Ensuring timely and accurate diagnosis of medical conditions is paramount for effective patient care. Electrocardiogram (ECG) signals are fundamental for evaluating a patient's cardiac health and are readily available. Despite this, little attention has been given to the remarkable potential of ECG data in detecting non-cardiac conditions. In our study, we used publicly available datasets (MIMIC-IV-ECG-ICD and ECG-VIEW II) to investigate the feasibility of inferring general diagnostic conditions from ECG features. To this end, we trained a tree-based model (XGBoost) based on ECG features and basic demographic features to estimate a wide range of diagnoses, encompassing both cardiac and non-cardiac conditions. Our results demonstrate the reliability of estimating 23 cardiac as well as 21 non-cardiac conditions above 0.7 AUROC in a statistically significant manner across a wide range of physiological categories. Our findings underscore the predictive potential of ECG data in identifying well-known cardiac conditions. However, even more striking, this research represents a pioneering effort in systematically expanding the scope of ECG-based diagnosis to conditions not traditionally associated with the cardiac system.

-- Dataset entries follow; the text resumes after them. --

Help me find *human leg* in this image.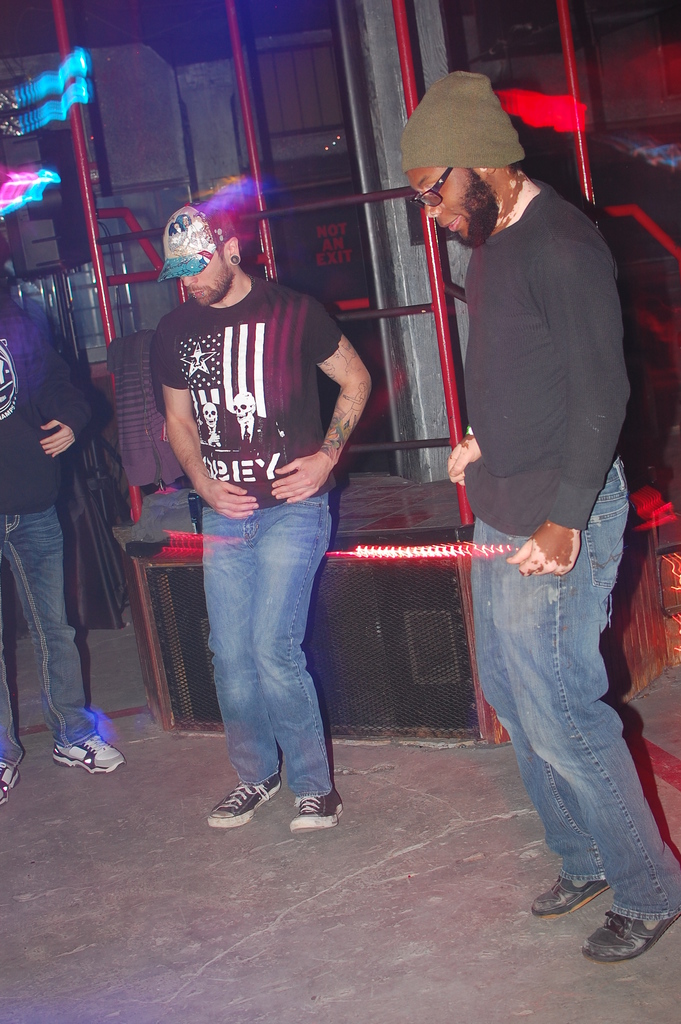
Found it: locate(466, 519, 622, 911).
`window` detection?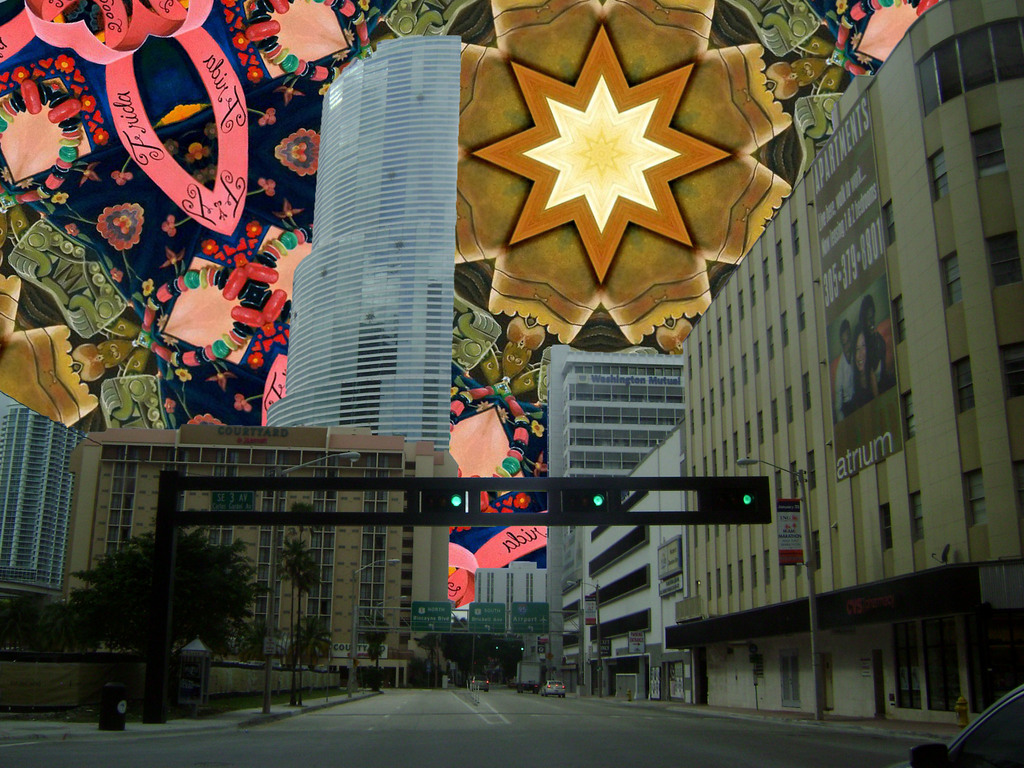
[left=956, top=356, right=979, bottom=413]
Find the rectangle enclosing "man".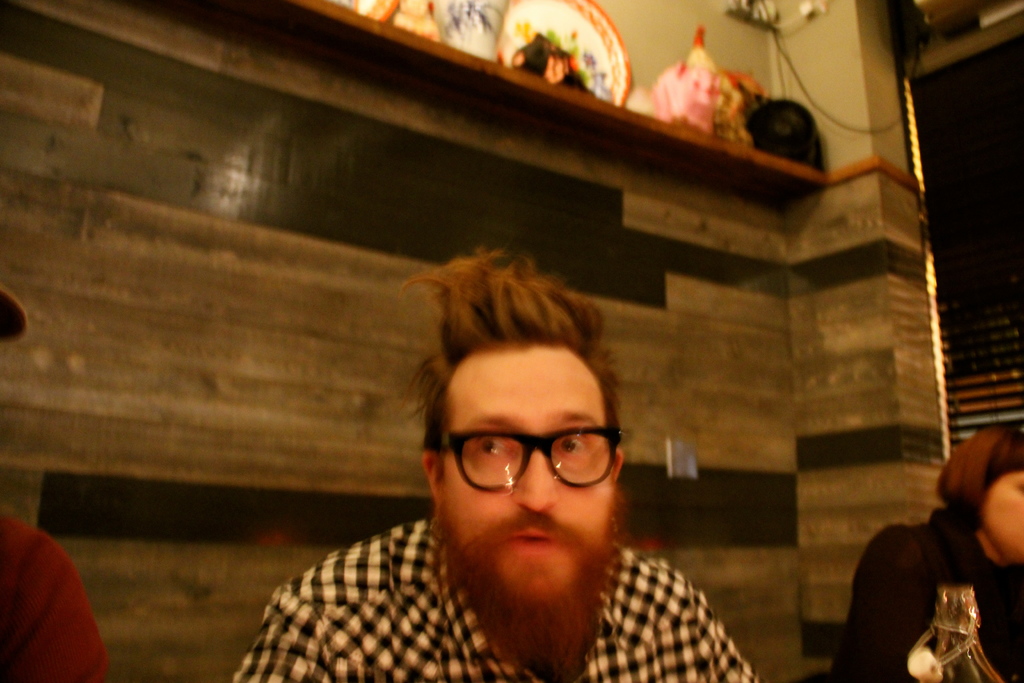
region(0, 288, 105, 682).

Estimation of Cardiac and Non-cardiac Diagnosis from Electrocardiogram Features

TL;DR

The paper assesses whether ECG features, combined with basic demographics, can infer a wide range of cardiac and non-cardiac ICD10-CM diagnoses. By training individual XGBoost classifiers for each code and validating on public datasets with bootstrap-derived confidence intervals, the authors demonstrate AUROCs commonly exceeding 0.7 and, in many cases, approaching 0.95 for non-cardiac conditions. External validation on ECG-VIEW-II confirms generalizability across diverse populations. The findings suggest that ECG carries informative signals beyond traditional cardiac diagnoses, potentially enabling broader, ECG-based screening and triage with interpretable, feature-driven models. The work also highlights a path toward multimodal and waveform-based enhancements in future research.

Abstract

Ensuring timely and accurate diagnosis of medical conditions is paramount for effective patient care. Electrocardiogram (ECG) signals are fundamental for evaluating a patient's cardiac health and are readily available. Despite this, little attention has been given to the remarkable potential of ECG data in detecting non-cardiac conditions. In our study, we used publicly available datasets (MIMIC-IV-ECG-ICD and ECG-VIEW II) to investigate the feasibility of inferring general diagnostic conditions from ECG features. To this end, we trained a tree-based model (XGBoost) based on ECG features and basic demographic features to estimate a wide range of diagnoses, encompassing both cardiac and non-cardiac conditions. Our results demonstrate the reliability of estimating 23 cardiac as well as 21 non-cardiac conditions above 0.7 AUROC in a statistically significant manner across a wide range of physiological categories. Our findings underscore the predictive potential of ECG data in identifying well-known cardiac conditions. However, even more striking, this research represents a pioneering effort in systematically expanding the scope of ECG-based diagnosis to conditions not traditionally associated with the cardiac system.
Paper Structure (5 sections, 2 tables)

This paper contains 5 sections, 2 tables.